Former prime minister Paul Keating came out swinging last week after I wrote a column suggesting the idea of voluntary superannuation had so much going for it: higher wages, more choice, lower taxes, reduced financial parasitism and weakened vested interests.
Notable commentators Alan Kohler and Terry McCrann saw merit in the idea, which was also popular with our readers.
Keating, though, one of the architects of superannuation, said it would be a “national tragedy” if a system that had “transformed the Australian economy and was envied by the rest of the world” were “dismantled”. It certainly has transformed the living standards and job security of the financial services sector, which is bigger in Australia as a share of the economy than any other developed country. Who could doubt that it is envied by anyone working in financial services — what could be better than being able to “manage” 9.5 per cent of the people’s earnings, especially those whose low financial literacy guarantees they pay little attention to why you charge them?
On the only occasion citizens were given a chance to vote on something similar to the Australian system, in New Zealand in 1997, more than 90 per cent of people voted against it.
Another foreigner, Nicholas Morris, a Brit, has just written a book warning other countries to avoid it: Management and Regulation of Pension Schemes: Australia — A Cautionary Tale. So, at the very least, there’s no global consensus.
Given top billing in The Australian Financial Review’s Chanticleer column last week, Keating said voluntary super would be “destroying an irreplaceable national asset, largely for ideological reasons”.
Ideology has nothing to do with whether superannuation costs the government money, or not in the long run. Keating is right that union-influenced industry funds have performed better than their retail rivals. But this tiresome debate between two powerful vested interests misses the more important question of whether either group should have claim to a slice of the national wage bill.
The question is whether the value of the super tax concessions, of which the two biggest were $34.6 billion last year, are worth it. The Henry tax review almost a decade ago suggested the foreseeable saving in age pension outlay was much lower than that. In 2013, the report A Super Charter: Fewer Changes, Better Outcomes, sent to former treasurer Chris Bowen, also seemed to agree.
Chanticleer itself worried that bosses wouldn’t hand over the 9.5 per cent under a voluntary super arrangement. But why would they care whether they sent the cheque to a super fund or their employees? The existing default arrangement to withhold 9.5 per cent would remain. In any case, for 1.5 million self-employed workers, super is already voluntary.
Conversion to a voluntary arrangement would be simple. The new Morrison government could keep the entire extraordinary complexity of superannuation in place except for one thing. There’d be a short online form employees could fill out, print and give to employers requesting some or all of their superannuation be paid as wage or salary.
It would be quite exciting for lower-income workers in particular. As one former Treasury secretary pointed out to me, the potential increase in pay would be nearer 10.5 per cent, not 9.5 per cent. That’s because employers are obliged to pay 9.5 per cent of the total remuneration as superannuation. You can do the maths.
I called on experts this week trying to find flaws in my proposal. Geoff Carmody, a co-founder of Access Economics and former senior Treasury official, said the argument that super boosted national savings — one of the industry’s favourites — was a “complete furphy”. “At the end of day, people with compulsory super will draw it down; as the population ages, people will be dis-saving the stock of savings during their working lives,” he said.
By the way, the latest set of national accounts show households’ savings fell to 1 per cent of disposable income in June, the lowest rate in a decade. Former New Zealand prime minister Bill English, referencing compulsory super, recently pointed out that Australian households were far more indebted than those in New Zealand. It’s almost as if people are vaguely aware of their super and accumulate debts to offset it.
Carmody agreed the value of superannuation tax concessions outweighed the savings in Age Pension payments. “An age pension for all is a cheaper, fairer, simpler and more efficient option than the present means-tested Age Pension plus compulsory super/tax concessions mess, and the interminable fiddling thereof,” he said.
Is it “conservative” to want voluntary super? I’m not sure. It is certainly a way you can help those on lower incomes and who receive little of the tax concessions. The 2014 financial system inquiry found about 55 per cent of the value of superannuation tax concessions flow to the top 20 per cent of households ranked by income.
For them, super is likely to be a modest lump sum at age 60 that goes towards paying off the mortgage or a big holiday before going on the pension. The bulk of people will never be able to save enough in a lifetime to match the annuity value of the Age Pension.
Indeed, higher income earners would be mad to elect to have their super upfront. It makes you wonder if superannuation was in fact a way to lower the top marginal tax rate without enduring the political pain of doing so explicitly.
So, by all means, let’s keep spouting unverifiable platitudes about how “great” mandatory super is. But we do not have to believe them.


INSTRUCTIONS TO FOLLOW -
Give back every record verbatim, but not the pictures.

THE RECORDS: Begin

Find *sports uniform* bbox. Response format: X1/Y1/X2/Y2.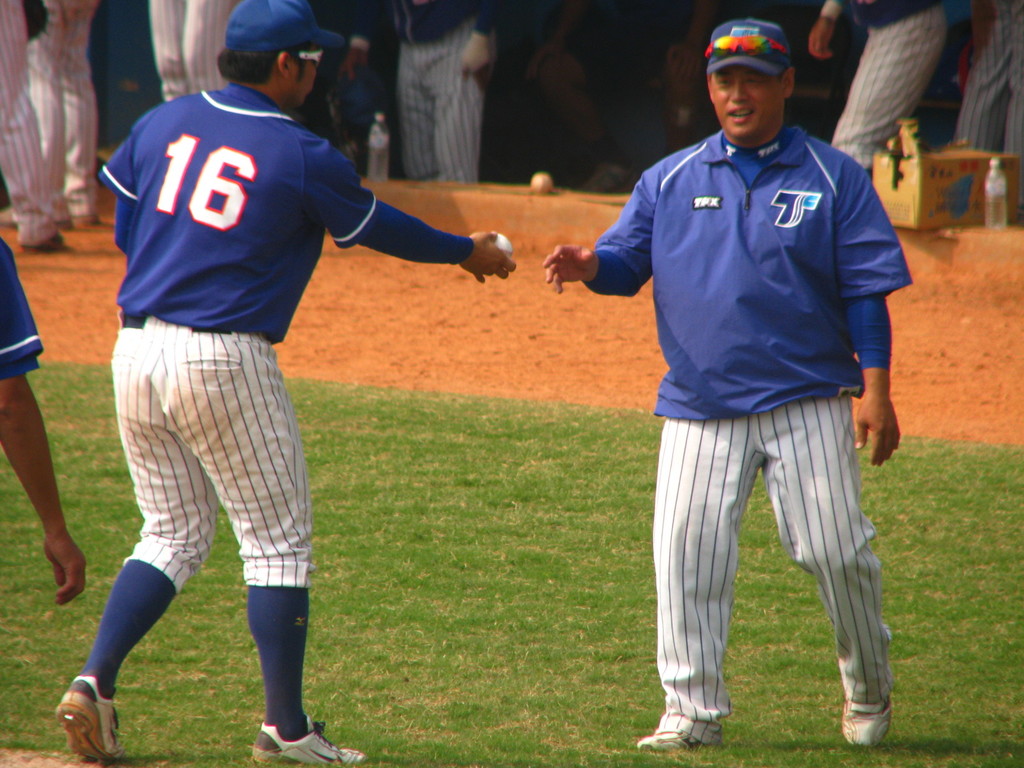
150/0/241/97.
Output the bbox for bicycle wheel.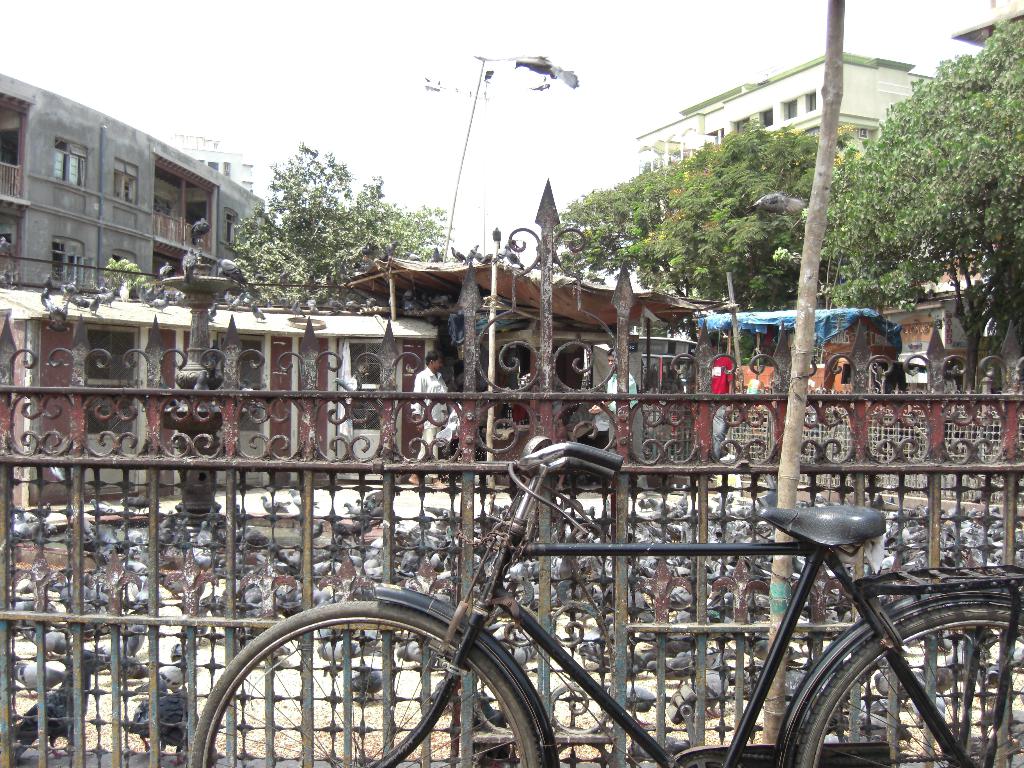
192 600 542 767.
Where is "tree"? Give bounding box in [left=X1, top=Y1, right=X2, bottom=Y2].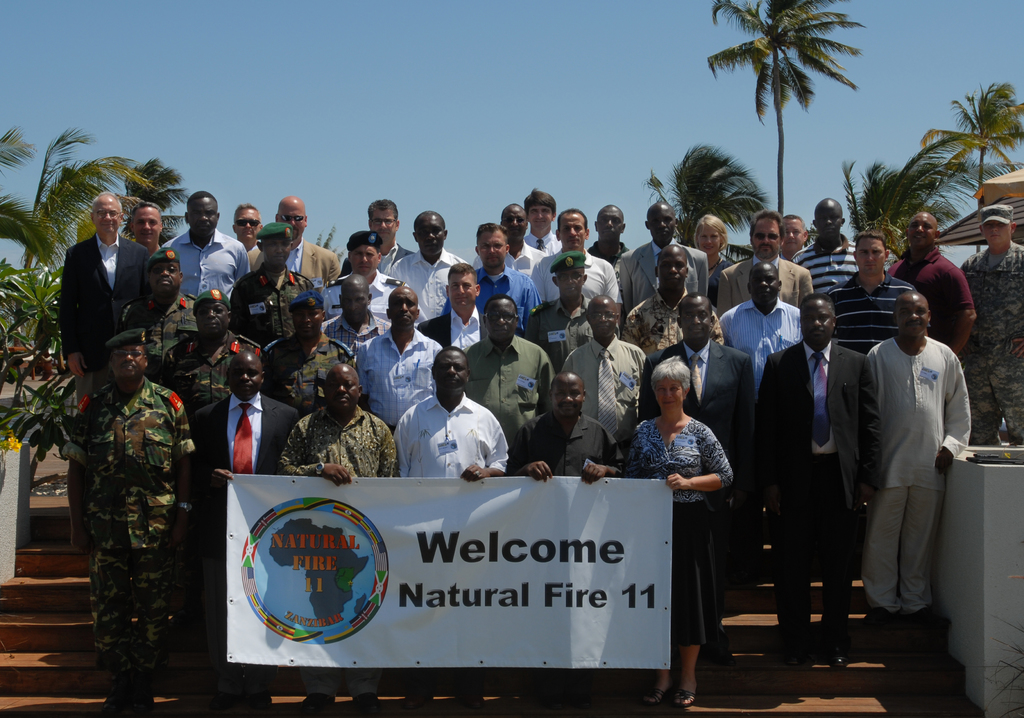
[left=314, top=226, right=348, bottom=260].
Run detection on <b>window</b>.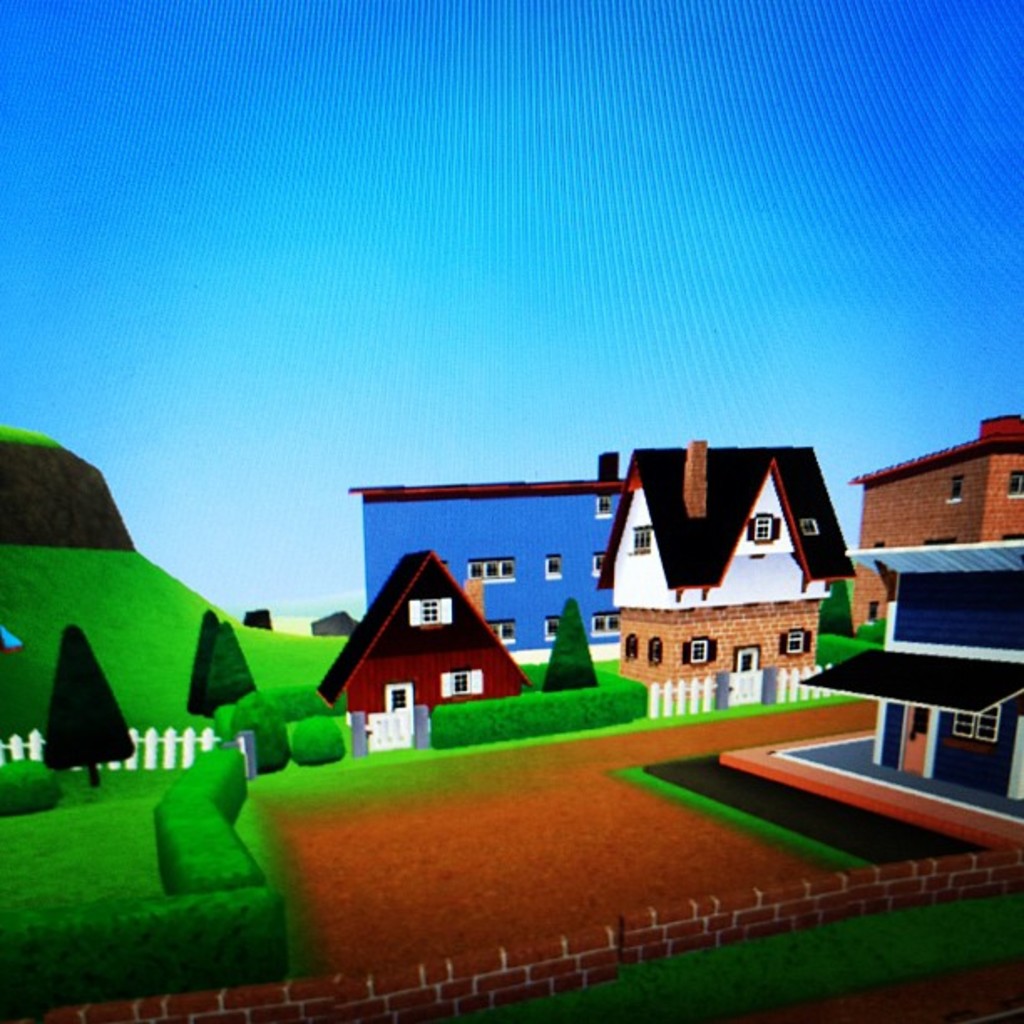
Result: 624 632 646 669.
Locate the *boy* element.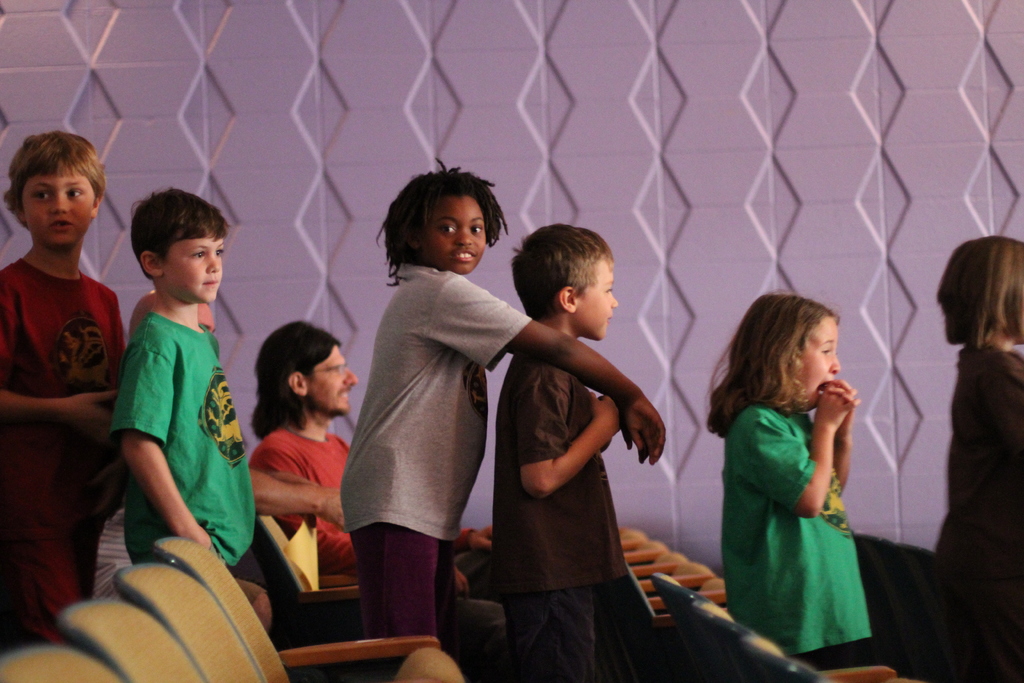
Element bbox: locate(495, 224, 628, 682).
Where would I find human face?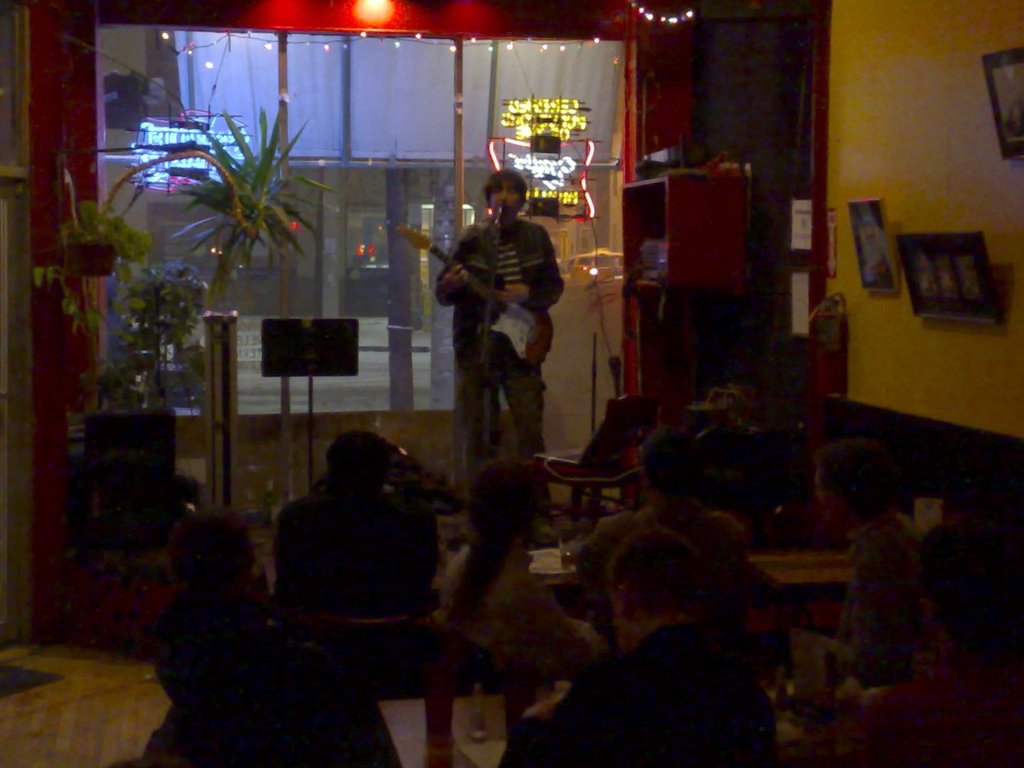
At [489,181,521,214].
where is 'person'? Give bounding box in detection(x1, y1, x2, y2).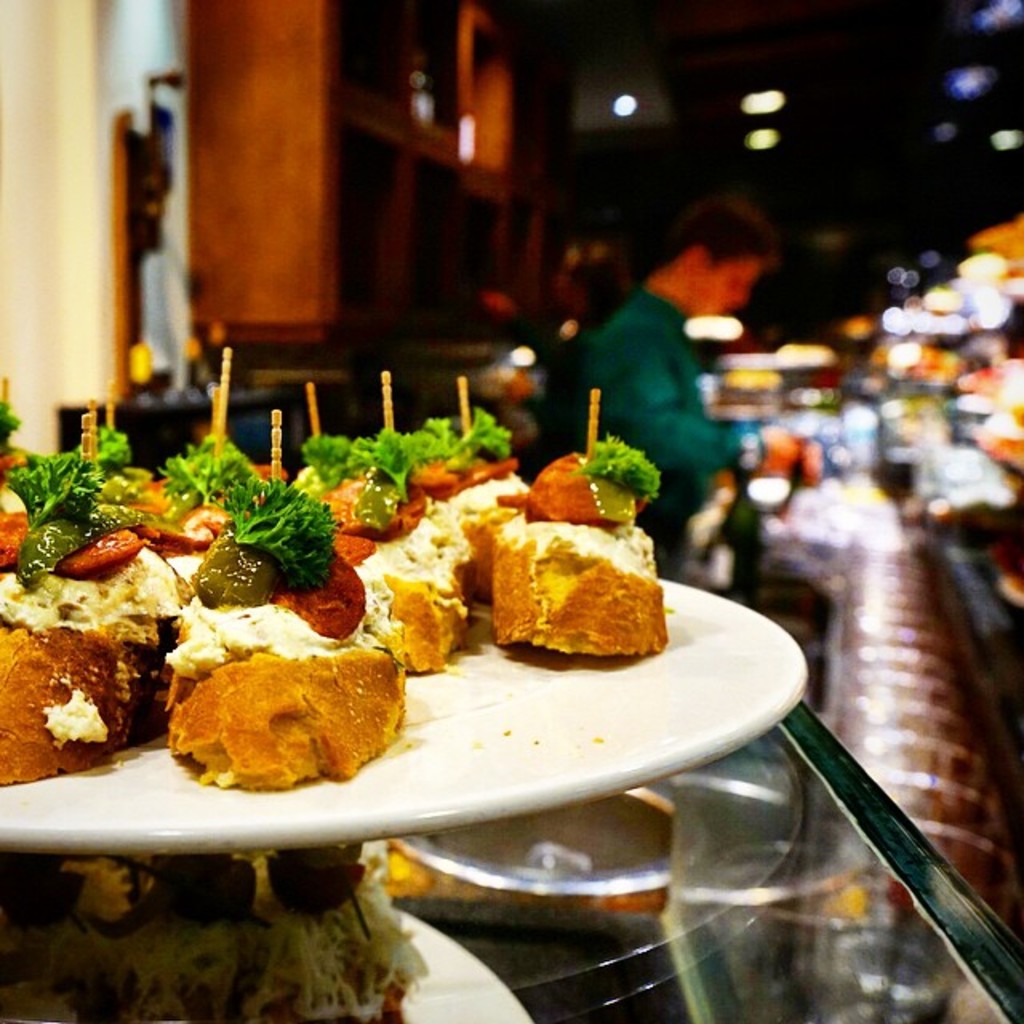
detection(581, 197, 778, 515).
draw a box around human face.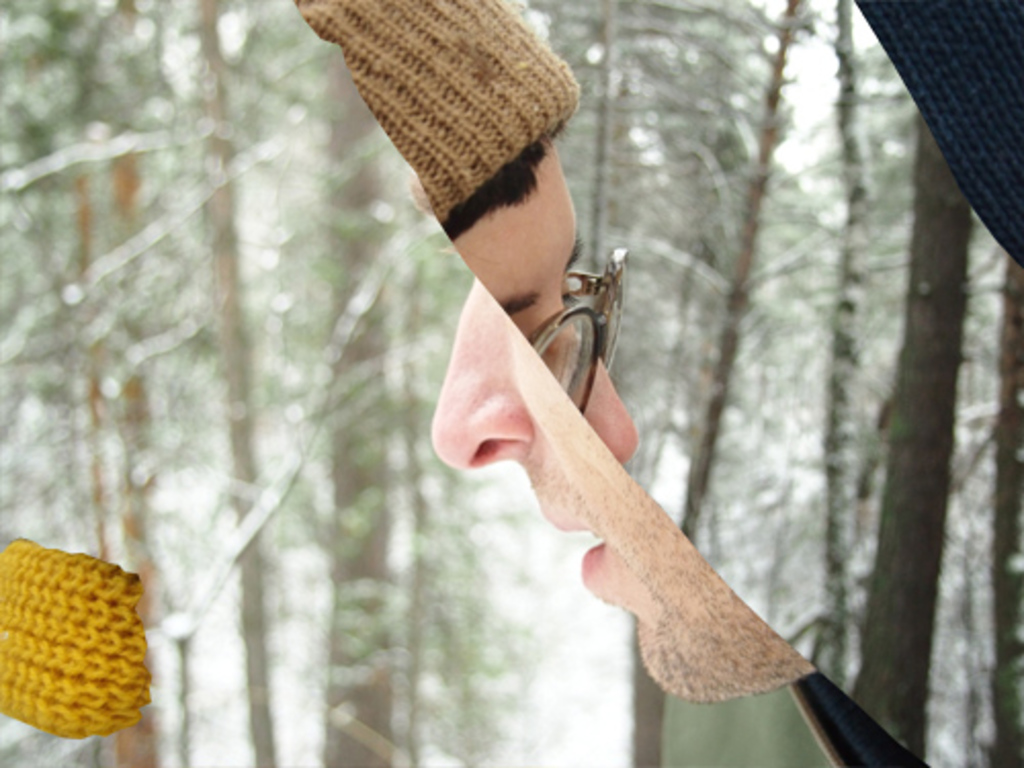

THE RECORDS: End

EXERCISE ANSWER -
Find *sports uniform* bbox. Response format: X1/Y1/X2/Y2.
150/0/241/97.
Output the bbox for bicycle wheel.
192 600 542 767.
Where is "tree"? Give bounding box in [left=X1, top=Y1, right=X2, bottom=Y2].
[left=314, top=226, right=348, bottom=260].
Run detection on <b>window</b>.
Result: 624 632 646 669.
Locate the *boy* element.
Element bbox: locate(495, 224, 628, 682).
Where would I find human face?
At [489,181,521,214].
where is 'person'? Give bounding box in detection(x1, y1, x2, y2).
detection(581, 197, 778, 515).
draw a box around human face.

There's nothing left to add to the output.